A planet parade is basically the nickname given when the planets in our solar system appear to line up in a roughly straight line from the Earth’s perspective. Just after sunset on 28 February, six of ...
Stargazers can see six planets all in one evening during the second month of the year, especially Mercury, which is usually ...
From dazzling Jupiter high in the evening sky to elusive Mercury low at sunset, February 2026 offers one of the year's best ...
From a rare lunar occultation of Regulus and a six-planet parade to an annular solar eclipse, there will be plenty going on in the night sky in February 2026.
Mercury, Venus, Neptune, Saturn, Uranus and Jupiter will appear together shortly after sunset on Feb. 28 — but is this the "planet parade" we've been waiting for?
A young star called V1298 Tau is giving astronomers a front-row seat to the birth of the galaxy’s most common planets.

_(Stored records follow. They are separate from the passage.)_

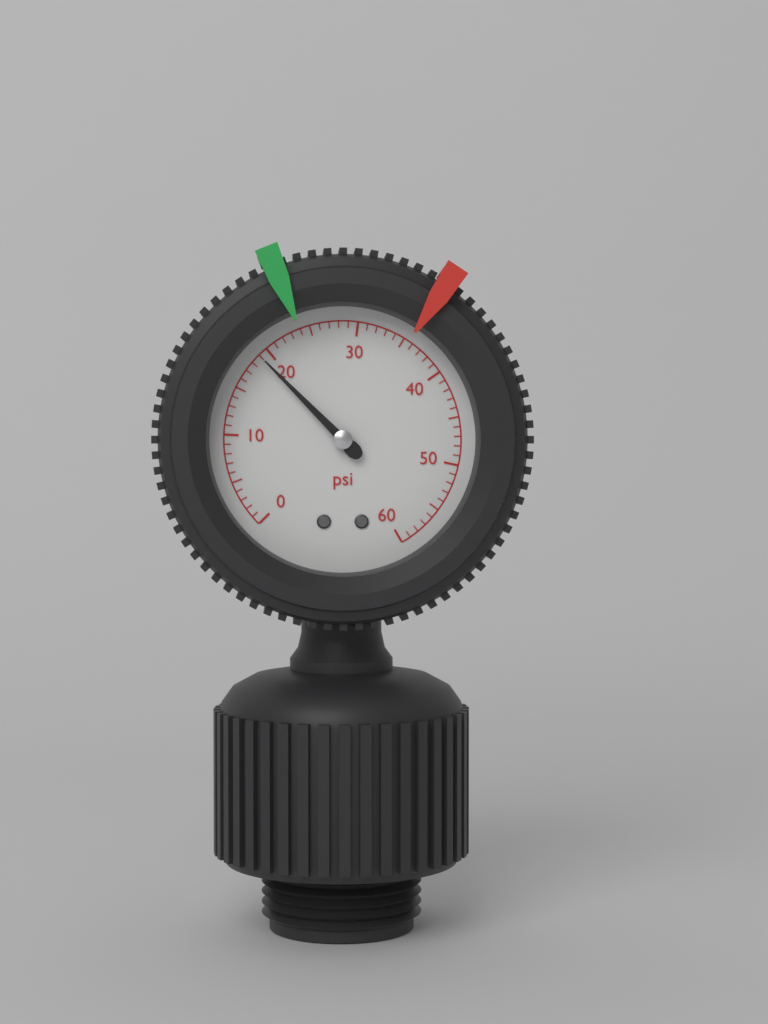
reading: 19 psi
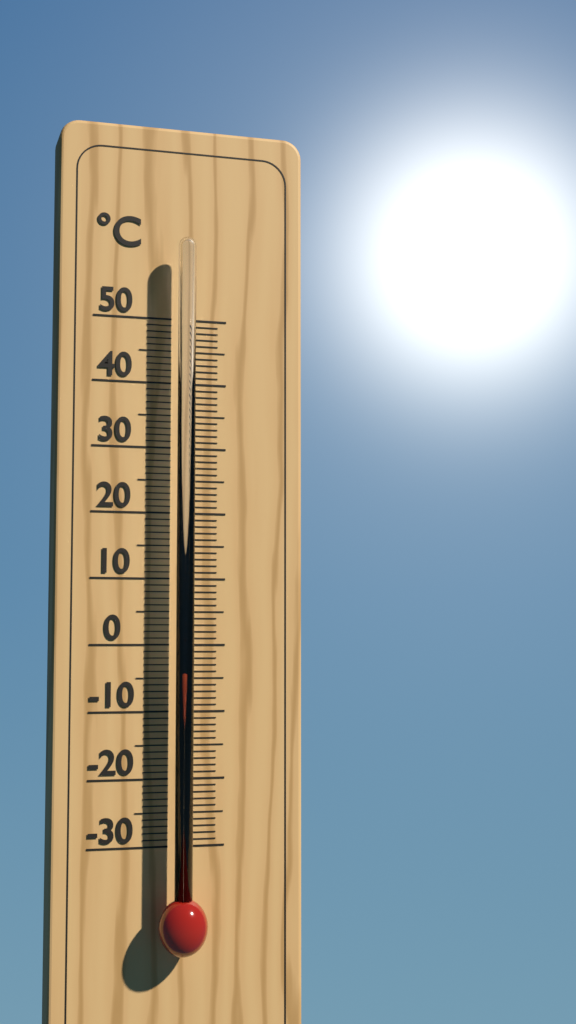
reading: -4 °C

Four ...
We have all been taught in school that planets revolve in the same direction as the Earth, i.e., in the counterclockwise ...
When NASA’s twin Voyager probes left Earth in 1977, they carried computers weaker than a hand calculator and a modest goal of touring the outer planets. No one seriously expected them to redraw the ...
The origin of super-Earths and sub-Neptunes has been revealed in a system of four young planets that are dramatically losing ...
Astronomers have found thousands of exoplanets around single stars, but few around binary stars—even though both types of stars are equally common. Physicists can now explain the dearth.